Gates to Europe: In Order To Play You Have To Put A Team On The Field
What was the point to Secretary Gates’ speech in Brussels on Friday? If it was simply to tell our European allies that they are not spending enough to maintain their own defense, that they are free riding and that they risk having the United States walk away from the Alliance, well we have been here before. Presidents, Secretaries of Defense and States and senior Congressional leaders from both parties have made this point with wearisome repetitiveness for some forty years. NATO and the European Union have formulated plan after plan to strengthen their militaries only to fail to meet the goals that our allies set for themselves. As Gates himself said “I am the latest in a string of U.S. defense secretaries who have urged allies privately and publicly, often with exasperation, to meet agreed-upon NATO benchmarks for defense spending.”
In fact, Europe spends a rather credible amount on defense, the equivalent of over $400 billion dollars. Our allies also have a large military establishment, nearly 2 million people under arms (some six million if reserves and paramilitaries are included). Yet, as the Secretary pointed out, when it comes to deploying military forces abroad, say to Afghanistan, Europe’s ability is woefully inadequate. “Despite more than 2 million troops in uniform – NOT counting the U.S. military – NATO has struggled, at times desperately, to sustain a deployment of 25- to 45,000 troops, not just in boots on the ground, but in crucial support assets such as helicopters, transport aircraft, maintenance, intelligence, surveillance and reconnaissance and much more.”
The problem is that Europe spends its money badly. In particular, it fails to invest in critical enablers that allow it to have a usable, effective military. Secretary Gates noted the example in the Libyan campaign where the NATO targeting center had to be augmented by U.S. personnel. Even then, the most powerful military alliance in history struggles to conduct 150 strike sorties a day. In addition, some NATO countries participating in air operations over Libya are running out of munitions. “Many of those allies sitting on the sidelines do so not because they do not want to participate, but simply because they can’t. The military capabilities simply aren’t there.”
It is not that NATO does not spend enough; it is rather that the Alliance and European Union spends badly. It spends an inadequate amount on R&D and procurement and overspends on personnel, including nondeployable forces. Then there is duplication of effort and investment in obsolescent capabilities. Europe has deployed three different fourth generation fighters, the Rafale, Typhoon and Gripen, while the U.S. leapt ahead to fifth generation aircraft, the F-22 and F-35. The U.S. is buying over 100 P-8 antisubmarine warfare aircraft; Europe is buying none. The U.S. already has deployed a fleet of C-17 long-range cargo aircraft while Europe is struggling to buy the shorter range A400. The list goes on and on: missile defenses, JDAMs, Small Diameter Bomb, AMRAAM, Global Hawk UAVs and directed energy weapons. Add to that critical enablers, particularly intelligence, reconnaissance and surveillance and you have what it takes to be a modern military.
In his speech, the Secretary pointed out that several countries were spending only modestly in their militaries but still managed to “punch above their weight” in Libya. It is interesting that the nations he mentioned had all invested in U.S. systems, notably F-16 and F/A-18 aircraft. “In the Libya operation, Norway and Denmark have provided 12 percent of allied strike aircraft yet have struck about one third of the targets. Belgium and Canada are also making major contributions to the strike mission. These countries have, with their constrained resources, found ways to do the training, buy the equipment, and field the platforms necessary to make a credible military contribution.”
We now have two clear case studies of the inadequacy of European defense investments, Afghanistan and Libya. For Secretary Gates the lesson is clear. NATO/European Union does not necessarily need to spend more – although that would be good. It needs to spend better. “The non-U.S. NATO members collectively spend more than $300 billion U.S. dollars on defense annually which, if allocated wisely and strategically, could buy a significant amount of usable military capability. Instead, the results are significantly less than the sum of the parts. This has both shortchanged current operations but also bodes ill for ensuring NATO has the key common alliance capabilities of the future.”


Work instruction —
In the data below, how many lines contain the string "éditorial"? Reply with the number only.

Source data —
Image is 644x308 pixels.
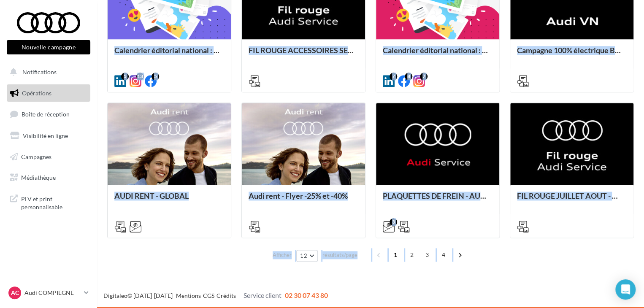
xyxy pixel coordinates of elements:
img: tab_domain_overview_orange.svg [35,49,42,56]
a: Campagnes [5,148,92,166]
img: website_grey.svg [13,22,20,29]
a: Visibilité en ligne [5,127,92,145]
span: 4 [437,248,450,262]
a: Boîte de réception [5,105,92,123]
span: Opérations [22,89,51,97]
p: Audi COMPIEGNE [24,289,81,297]
div: v 4.0.25 [24,13,41,20]
img: tab_keywords_by_traffic_grey.svg [97,49,104,56]
div: FIL ROUGE JUILLET AOUT - AUDI SERVICE [517,192,626,209]
span: 2 [405,248,418,262]
div: FIL ROUGE ACCESSOIRES SEPTEMBRE - AUDI SERVICE [248,46,358,63]
a: Digitaleo [104,292,127,299]
div: Calendrier éditorial national : semaine du 25.08 au 31.08 [114,46,224,63]
div: 5 [121,73,128,80]
a: PLV et print personnalisable [5,190,92,215]
div: 7 [390,73,397,80]
button: Nouvelle campagne [7,40,90,55]
div: PLAQUETTES DE FREIN - AUDI SERVICE [383,192,493,209]
span: Visibilité en ligne [23,132,68,139]
span: Médiathèque [21,174,56,181]
span: 1 [389,248,402,262]
div: Domaine [44,50,65,55]
span: 12 [300,252,307,259]
a: Opérations [5,84,92,102]
span: 3 [420,248,434,262]
span: © [DATE]-[DATE] - - - [104,292,328,299]
div: Audi rent - Flyer -25% et -40% [248,192,358,209]
div: 3 [390,218,397,226]
div: Calendrier éditorial national : semaines du 04.08 au 25.08 [383,46,493,63]
div: AUDI RENT - GLOBAL [114,192,224,209]
span: résultats/page [322,251,357,259]
span: Afficher [272,251,291,259]
img: logo_orange.svg [13,13,20,20]
span: Service client [244,291,281,299]
div: Domaine: [DOMAIN_NAME] [22,22,96,29]
a: Crédits [217,292,236,299]
span: 02 30 07 43 80 [285,291,328,299]
button: 12 [296,250,317,262]
span: PLV et print personnalisable [21,193,87,211]
div: 8 [405,73,412,80]
div: Open Intercom Messenger [615,279,636,300]
div: 13 [136,73,144,80]
span: AC [11,289,19,297]
div: 7 [420,73,427,80]
a: CGS [203,292,214,299]
span: Boîte de réception [22,110,70,118]
a: Médiathèque [5,169,92,186]
div: Mots-clés [106,50,127,55]
div: Campagne 100% électrique BEV Septembre [517,46,626,63]
a: AC Audi COMPIEGNE [7,285,90,301]
button: Notifications [5,63,89,81]
a: Mentions [176,292,201,299]
span: Campagnes [21,153,51,160]
span: Notifications [22,69,57,75]
div: 5 [151,73,159,80]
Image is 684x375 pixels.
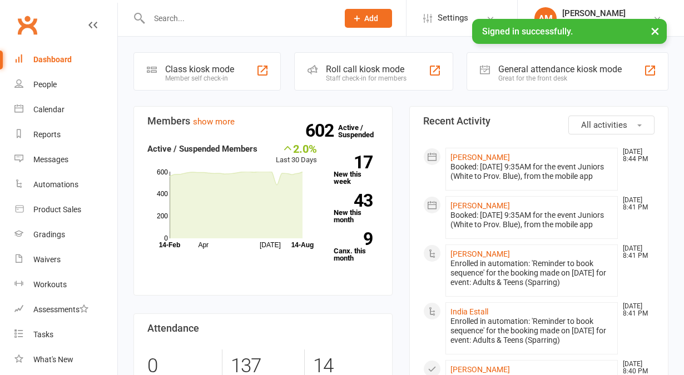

Answer —
2